**Task**:
Find the line that contains "Locate an element"; please output it and each line after it, exactly as shown, up to the end of the entries below, skipping pictures.

**Exercise data**:
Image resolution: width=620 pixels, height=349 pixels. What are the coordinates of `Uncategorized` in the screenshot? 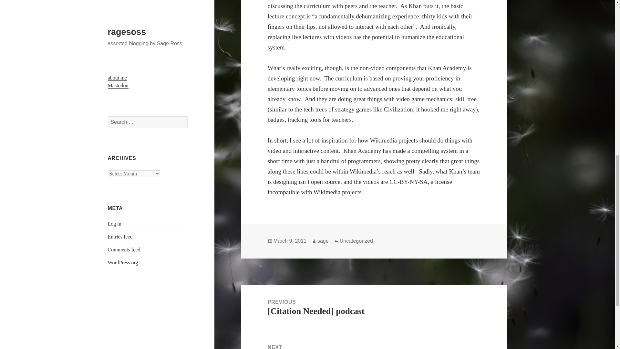 It's located at (356, 241).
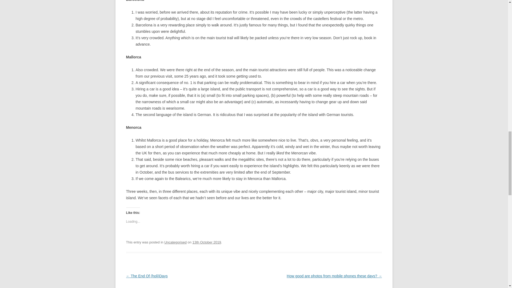 Image resolution: width=512 pixels, height=288 pixels. I want to click on Uncategorised, so click(176, 242).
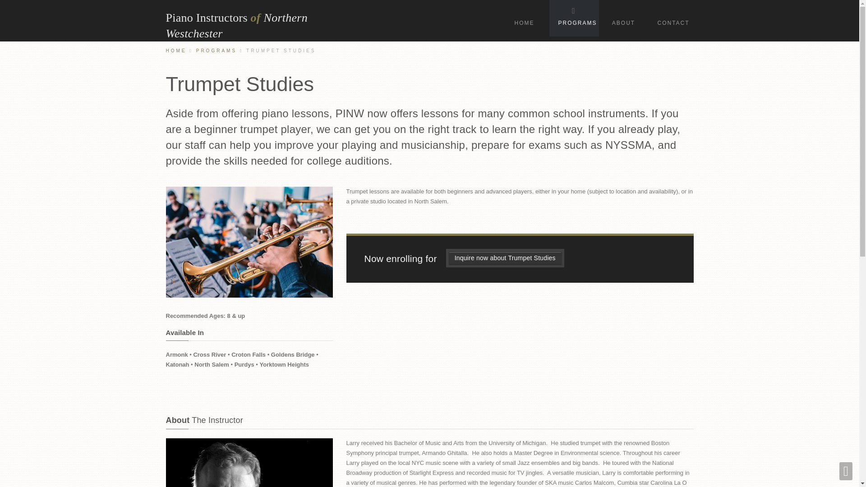 This screenshot has height=487, width=866. What do you see at coordinates (261, 25) in the screenshot?
I see `Piano Instructors of Northern Westchester` at bounding box center [261, 25].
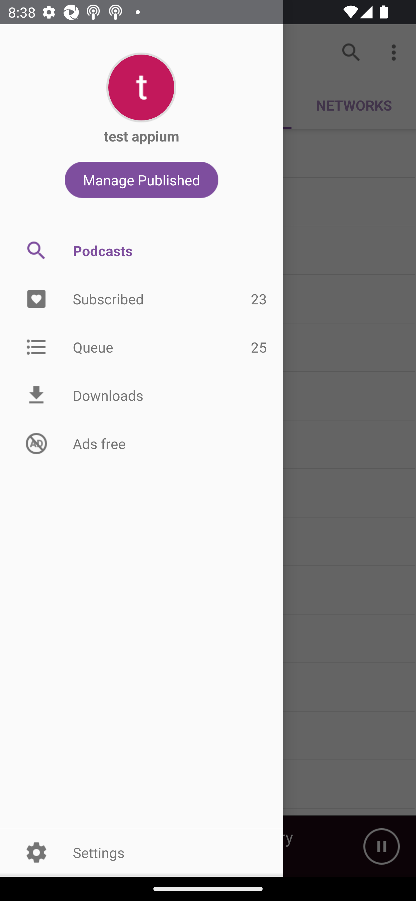 Image resolution: width=416 pixels, height=901 pixels. What do you see at coordinates (142, 250) in the screenshot?
I see `Picture Podcasts` at bounding box center [142, 250].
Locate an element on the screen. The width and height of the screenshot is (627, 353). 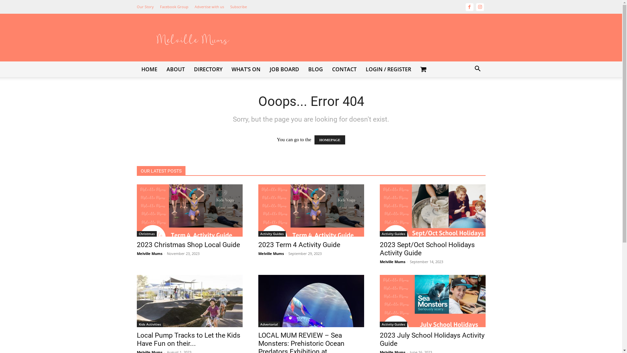
Facebook is located at coordinates (470, 7).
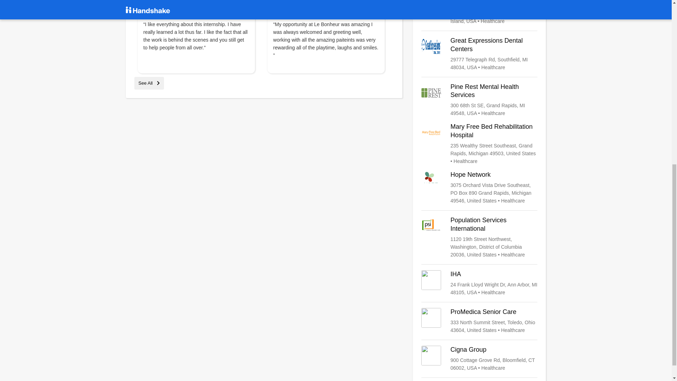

**Written solution**:
Locate an element on the screen. The width and height of the screenshot is (627, 353). 
Facebook is located at coordinates (470, 7).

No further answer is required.